Thinking Outside the Box: Keeping Supply Chains Stable by Diversifying the Fibre Basket

Paper is increasingly positioned as the sustainable substitute for plastic—but the underlying fibre supply picture is getting more volatile, not less. Companies are competing for a finite pool of wood as other sectors increase demand, while wildfires, geopolitics, and emerging regulations on deforestation and degradation add cost, compliance pressure, and uncertainty to virgin forest fibre. In that context, a fast pivot from plastic to paper — without diversifying inputs — risks swapping one environmental crisis, plastic pollution, for another, deforestation, and building a packaging strategy on an increasingly unstable feedstock.

Every year, more than three billion trees, many from the world’s most biodiverse and climate-critical forests, are cut down for paper packaging. That means that forests that provide clean air, fresh water, habitat for wildlife, and carbon storage are ending up in cereal boxes and coffee cups. My organization, Canopy, works with brands to tackle this global problem by asking industry leaders to think outside the box and scale solutions that reduce waste, mitigate supply chain risk, and make sure the world’s Ancient and Endangered Forests aren’t cut down for packaging.

Risky Business in Supply Chain

Currently, competition is increasing for a finite pool of wood, as other sectors such as energy and construction increase their wood consumption. These pressures, alongside new regulations on deforestation and degradation, are expected to drive sustained cost increases, supply volatility, and higher compliance expenditure for companies that rely heavily on virgin wood to make paper packaging.

Companies that use credible certification systems, like Forest Stewardship Council (FSC) certified forest fibre, do so to reduce the risk of vital forests showing up in their supply chains. Between wildfires, tariffs, and forthcoming regulations like the European Union Deforestation Regulation, volumes of credibly certified wood are limited and heavily competed for, and will not be sufficient to absorb future demand growth.

So what can a company do to keep up with their own climate and sustainability commitments while ensuring a consistent supply of fibre for their paper packaging needs?

  1. Reduce reliance on virgin wood by diversifying fibre inputs. Increasing recycled paper content is an excellent option. As demand grows for recycled fibre, the scaling of circular and Next Gen alternatives made from agricultural residues that would normally be burned, like wheat straws will be a way to keep supply both secure and regulation compliant.
  2. De-risk remaining wood supply by ensuring any continued use of virgin wood is credibly certified, fully traceable, and screened for ecological and social risks, including impacts on Ancient and Endangered Forests or Indigenous Peoples and local communities.
  3. Plan for future shocks by integrating wood-related risks into scenario analysis and stress testing, and investing in more secure and future-proof inputs.

Next Gen: Thinking Outside the Box

By using agricultural residues and other Next Gen Solutions rather than forest fibre, brands can transform the traditional take-make-waste paper packaging model into one that is circular, resilient, and future-ready. Integrating these innovative fibres — alongside higher recycled content — reduces financial and operational risk while helping keep the world’s forests standing.

Fibre made from materials the world currently throws away, like agricultural residues, solve several problems at once. By using waste as a feedstock, they help reduce pollution, and by using agricultural by-products, new revenue streams are created for farmers and rural communities. Protecting forests is a happy bonus.

Safety First

As brands consider or investigate innovative new materials, ensuring that products will meet established standards around food contact is a top priority.

Data shows that both recycled and Next Gen fibre-based packaging can be designed to meet the same food safety compliance standards as conventional wood-based packaging.

In the latest 2025 update to Canopy’s EcoPaper Database (EPD), there are 53 non-wood alternative fibre-based paper or paper packaging products that are either certified to be safe for food contact or claim compliance with at least one food contact safety regulation. These products are made from a range of feedstocks including sugarcane bagasse, sugar beet residue, cereal straws (wheat straw, rice straw, barley straw), wheat bran, wild grass, hemp, miscanthus, silphie, and bamboo.

Also from the latest EcoPaper Database update, there are 67 products marketed as food-safe verified that have at least some recycled content; 57 of those are 100% recycled content. These represent 29 producer companies, the majority of which have global manufacturing presence and availability.

Brands are right to be cautious, but Canopy’s analysis confirms that both recycled and Next Gen fibre-based packaging can be designed to meet food contact safety standards, offering a viable, low-carbon alternative to conventional materials.

Companies do not have to be limited to a false choice between plastic pollution and deforestation. By reducing overall fibre use, scaling recycled content, integrating Next Gen alternatives, and tightening requirements for any remaining virgin wood supply (credible certification, full traceability, and risk screening), brands can cut climate and biodiversity impacts while building a more resilient packaging strategy — reducing exposure to fibre price volatility and supply disruptions, and staying ahead of evolving deforestation and due-diligence legislation. Next Gen Solutions are a win-win for business and the planet.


#### TASK GOAL
Repeat the listing below word for word, minus the pictures.

*** Begin section ***

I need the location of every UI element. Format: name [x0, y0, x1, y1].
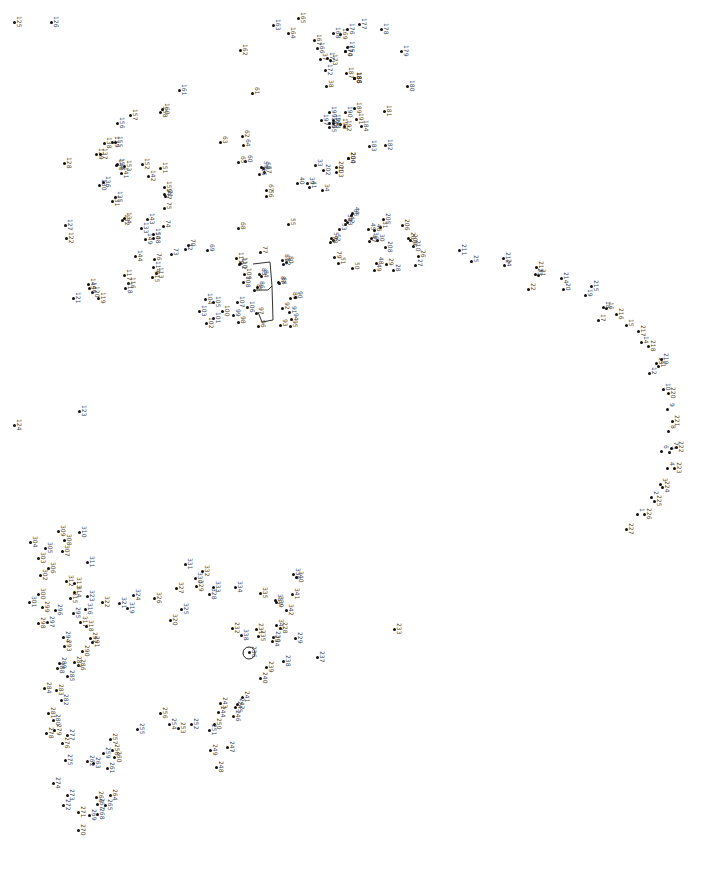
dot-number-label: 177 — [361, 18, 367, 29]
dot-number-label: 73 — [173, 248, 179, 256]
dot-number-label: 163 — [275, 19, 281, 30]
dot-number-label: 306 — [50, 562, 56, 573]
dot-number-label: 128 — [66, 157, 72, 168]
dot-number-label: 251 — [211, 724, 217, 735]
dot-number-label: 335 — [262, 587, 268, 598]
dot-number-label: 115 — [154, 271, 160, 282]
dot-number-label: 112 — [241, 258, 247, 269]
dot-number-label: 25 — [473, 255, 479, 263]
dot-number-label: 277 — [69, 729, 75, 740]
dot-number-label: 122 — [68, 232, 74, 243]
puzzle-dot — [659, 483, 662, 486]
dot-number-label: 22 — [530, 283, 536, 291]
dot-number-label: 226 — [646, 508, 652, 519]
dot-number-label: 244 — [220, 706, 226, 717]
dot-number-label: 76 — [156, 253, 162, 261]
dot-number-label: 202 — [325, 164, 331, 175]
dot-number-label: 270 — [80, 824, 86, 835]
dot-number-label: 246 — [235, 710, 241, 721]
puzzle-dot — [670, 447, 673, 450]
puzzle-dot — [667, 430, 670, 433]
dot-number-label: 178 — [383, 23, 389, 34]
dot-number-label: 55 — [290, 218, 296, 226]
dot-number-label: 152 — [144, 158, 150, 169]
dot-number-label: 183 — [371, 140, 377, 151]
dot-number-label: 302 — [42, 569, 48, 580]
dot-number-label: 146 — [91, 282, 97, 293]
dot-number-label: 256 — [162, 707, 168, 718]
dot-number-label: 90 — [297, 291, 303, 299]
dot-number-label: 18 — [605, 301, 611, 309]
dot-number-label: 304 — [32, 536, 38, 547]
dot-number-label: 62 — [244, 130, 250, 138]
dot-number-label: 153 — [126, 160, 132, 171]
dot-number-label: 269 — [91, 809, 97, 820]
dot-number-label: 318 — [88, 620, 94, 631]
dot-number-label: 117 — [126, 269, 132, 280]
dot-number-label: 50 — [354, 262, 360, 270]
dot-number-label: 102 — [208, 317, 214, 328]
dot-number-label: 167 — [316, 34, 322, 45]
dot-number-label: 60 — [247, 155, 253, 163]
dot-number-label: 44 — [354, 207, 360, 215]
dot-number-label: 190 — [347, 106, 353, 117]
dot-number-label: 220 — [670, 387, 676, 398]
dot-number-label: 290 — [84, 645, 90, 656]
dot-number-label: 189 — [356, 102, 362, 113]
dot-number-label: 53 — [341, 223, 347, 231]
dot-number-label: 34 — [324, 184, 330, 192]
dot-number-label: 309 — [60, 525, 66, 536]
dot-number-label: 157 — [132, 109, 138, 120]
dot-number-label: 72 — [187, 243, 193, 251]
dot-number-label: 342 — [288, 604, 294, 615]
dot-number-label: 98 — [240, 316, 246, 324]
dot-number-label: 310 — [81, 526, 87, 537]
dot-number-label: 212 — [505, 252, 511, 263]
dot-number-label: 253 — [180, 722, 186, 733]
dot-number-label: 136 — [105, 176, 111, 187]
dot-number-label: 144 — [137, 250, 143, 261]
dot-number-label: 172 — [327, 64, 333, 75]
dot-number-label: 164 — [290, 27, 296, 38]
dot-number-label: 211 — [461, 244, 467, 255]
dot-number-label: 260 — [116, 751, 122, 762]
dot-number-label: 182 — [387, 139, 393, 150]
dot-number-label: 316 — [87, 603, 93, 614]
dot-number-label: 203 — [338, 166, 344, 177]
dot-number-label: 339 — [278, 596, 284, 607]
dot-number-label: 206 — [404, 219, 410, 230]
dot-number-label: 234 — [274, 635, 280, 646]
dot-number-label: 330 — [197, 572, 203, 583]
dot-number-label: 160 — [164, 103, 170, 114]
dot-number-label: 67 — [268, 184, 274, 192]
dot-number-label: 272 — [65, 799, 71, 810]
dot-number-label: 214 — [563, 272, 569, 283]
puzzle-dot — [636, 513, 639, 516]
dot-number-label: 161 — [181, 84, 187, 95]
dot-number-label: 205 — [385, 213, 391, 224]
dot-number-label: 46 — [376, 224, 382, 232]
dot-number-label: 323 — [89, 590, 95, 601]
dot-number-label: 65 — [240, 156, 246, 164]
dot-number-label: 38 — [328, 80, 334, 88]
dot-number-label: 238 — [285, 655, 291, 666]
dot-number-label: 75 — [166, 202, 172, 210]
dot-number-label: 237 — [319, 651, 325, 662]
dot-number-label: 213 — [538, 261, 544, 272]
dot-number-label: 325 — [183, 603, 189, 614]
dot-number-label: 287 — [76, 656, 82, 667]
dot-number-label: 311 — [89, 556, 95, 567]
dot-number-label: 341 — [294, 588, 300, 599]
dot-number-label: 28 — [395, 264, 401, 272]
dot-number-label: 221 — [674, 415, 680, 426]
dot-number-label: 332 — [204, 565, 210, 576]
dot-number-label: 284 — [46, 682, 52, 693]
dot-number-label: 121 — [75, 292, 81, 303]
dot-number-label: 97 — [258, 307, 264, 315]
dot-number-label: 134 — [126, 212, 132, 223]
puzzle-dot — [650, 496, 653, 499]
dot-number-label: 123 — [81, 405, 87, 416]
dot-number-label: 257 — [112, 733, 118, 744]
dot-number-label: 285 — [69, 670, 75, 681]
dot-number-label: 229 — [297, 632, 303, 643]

*** End section ***

#### WRITTEN RESPONSE
I need the location of every UI element. Format: name [x0, y0, x1, y1].
dot-number-label: 177 — [361, 18, 367, 29]
dot-number-label: 73 — [173, 248, 179, 256]
dot-number-label: 163 — [275, 19, 281, 30]
dot-number-label: 306 — [50, 562, 56, 573]
dot-number-label: 128 — [66, 157, 72, 168]
dot-number-label: 251 — [211, 724, 217, 735]
dot-number-label: 335 — [262, 587, 268, 598]
dot-number-label: 115 — [154, 271, 160, 282]
dot-number-label: 112 — [241, 258, 247, 269]
dot-number-label: 25 — [473, 255, 479, 263]
dot-number-label: 277 — [69, 729, 75, 740]
dot-number-label: 122 — [68, 232, 74, 243]
puzzle-dot — [659, 483, 662, 486]
dot-number-label: 22 — [530, 283, 536, 291]
dot-number-label: 226 — [646, 508, 652, 519]
dot-number-label: 244 — [220, 706, 226, 717]
dot-number-label: 76 — [156, 253, 162, 261]
dot-number-label: 202 — [325, 164, 331, 175]
dot-number-label: 270 — [80, 824, 86, 835]
dot-number-label: 246 — [235, 710, 241, 721]
puzzle-dot — [670, 447, 673, 450]
puzzle-dot — [667, 430, 670, 433]
dot-number-label: 178 — [383, 23, 389, 34]
dot-number-label: 55 — [290, 218, 296, 226]
dot-number-label: 152 — [144, 158, 150, 169]
dot-number-label: 183 — [371, 140, 377, 151]
dot-number-label: 302 — [42, 569, 48, 580]
dot-number-label: 146 — [91, 282, 97, 293]
dot-number-label: 256 — [162, 707, 168, 718]
dot-number-label: 90 — [297, 291, 303, 299]
dot-number-label: 18 — [605, 301, 611, 309]
dot-number-label: 304 — [32, 536, 38, 547]
dot-number-label: 62 — [244, 130, 250, 138]
dot-number-label: 153 — [126, 160, 132, 171]
dot-number-label: 269 — [91, 809, 97, 820]
dot-number-label: 318 — [88, 620, 94, 631]
dot-number-label: 117 — [126, 269, 132, 280]
dot-number-label: 50 — [354, 262, 360, 270]
dot-number-label: 102 — [208, 317, 214, 328]
dot-number-label: 167 — [316, 34, 322, 45]
dot-number-label: 60 — [247, 155, 253, 163]
dot-number-label: 44 — [354, 207, 360, 215]
dot-number-label: 190 — [347, 106, 353, 117]
dot-number-label: 220 — [670, 387, 676, 398]
dot-number-label: 290 — [84, 645, 90, 656]
dot-number-label: 189 — [356, 102, 362, 113]
dot-number-label: 53 — [341, 223, 347, 231]
dot-number-label: 34 — [324, 184, 330, 192]
dot-number-label: 309 — [60, 525, 66, 536]
dot-number-label: 157 — [132, 109, 138, 120]
dot-number-label: 72 — [187, 243, 193, 251]
dot-number-label: 342 — [288, 604, 294, 615]
dot-number-label: 98 — [240, 316, 246, 324]
dot-number-label: 310 — [81, 526, 87, 537]
dot-number-label: 212 — [505, 252, 511, 263]
dot-number-label: 253 — [180, 722, 186, 733]
dot-number-label: 136 — [105, 176, 111, 187]
dot-number-label: 144 — [137, 250, 143, 261]
dot-number-label: 172 — [327, 64, 333, 75]
dot-number-label: 164 — [290, 27, 296, 38]
dot-number-label: 211 — [461, 244, 467, 255]
dot-number-label: 260 — [116, 751, 122, 762]
dot-number-label: 182 — [387, 139, 393, 150]
dot-number-label: 316 — [87, 603, 93, 614]
dot-number-label: 203 — [338, 166, 344, 177]
dot-number-label: 339 — [278, 596, 284, 607]
dot-number-label: 206 — [404, 219, 410, 230]
dot-number-label: 234 — [274, 635, 280, 646]
dot-number-label: 330 — [197, 572, 203, 583]
dot-number-label: 160 — [164, 103, 170, 114]
dot-number-label: 67 — [268, 184, 274, 192]
dot-number-label: 272 — [65, 799, 71, 810]
dot-number-label: 214 — [563, 272, 569, 283]
puzzle-dot — [636, 513, 639, 516]
dot-number-label: 161 — [181, 84, 187, 95]
dot-number-label: 205 — [385, 213, 391, 224]
dot-number-label: 46 — [376, 224, 382, 232]
dot-number-label: 323 — [89, 590, 95, 601]
dot-number-label: 65 — [240, 156, 246, 164]
dot-number-label: 38 — [328, 80, 334, 88]
dot-number-label: 238 — [285, 655, 291, 666]
dot-number-label: 75 — [166, 202, 172, 210]
dot-number-label: 237 — [319, 651, 325, 662]
dot-number-label: 213 — [538, 261, 544, 272]
dot-number-label: 325 — [183, 603, 189, 614]
dot-number-label: 287 — [76, 656, 82, 667]
dot-number-label: 311 — [89, 556, 95, 567]
dot-number-label: 341 — [294, 588, 300, 599]
dot-number-label: 28 — [395, 264, 401, 272]
dot-number-label: 221 — [674, 415, 680, 426]
dot-number-label: 332 — [204, 565, 210, 576]
dot-number-label: 284 — [46, 682, 52, 693]
dot-number-label: 121 — [75, 292, 81, 303]
dot-number-label: 97 — [258, 307, 264, 315]
dot-number-label: 134 — [126, 212, 132, 223]
puzzle-dot — [650, 496, 653, 499]
dot-number-label: 123 — [81, 405, 87, 416]
dot-number-label: 257 — [112, 733, 118, 744]
dot-number-label: 285 — [69, 670, 75, 681]
dot-number-label: 229 — [297, 632, 303, 643]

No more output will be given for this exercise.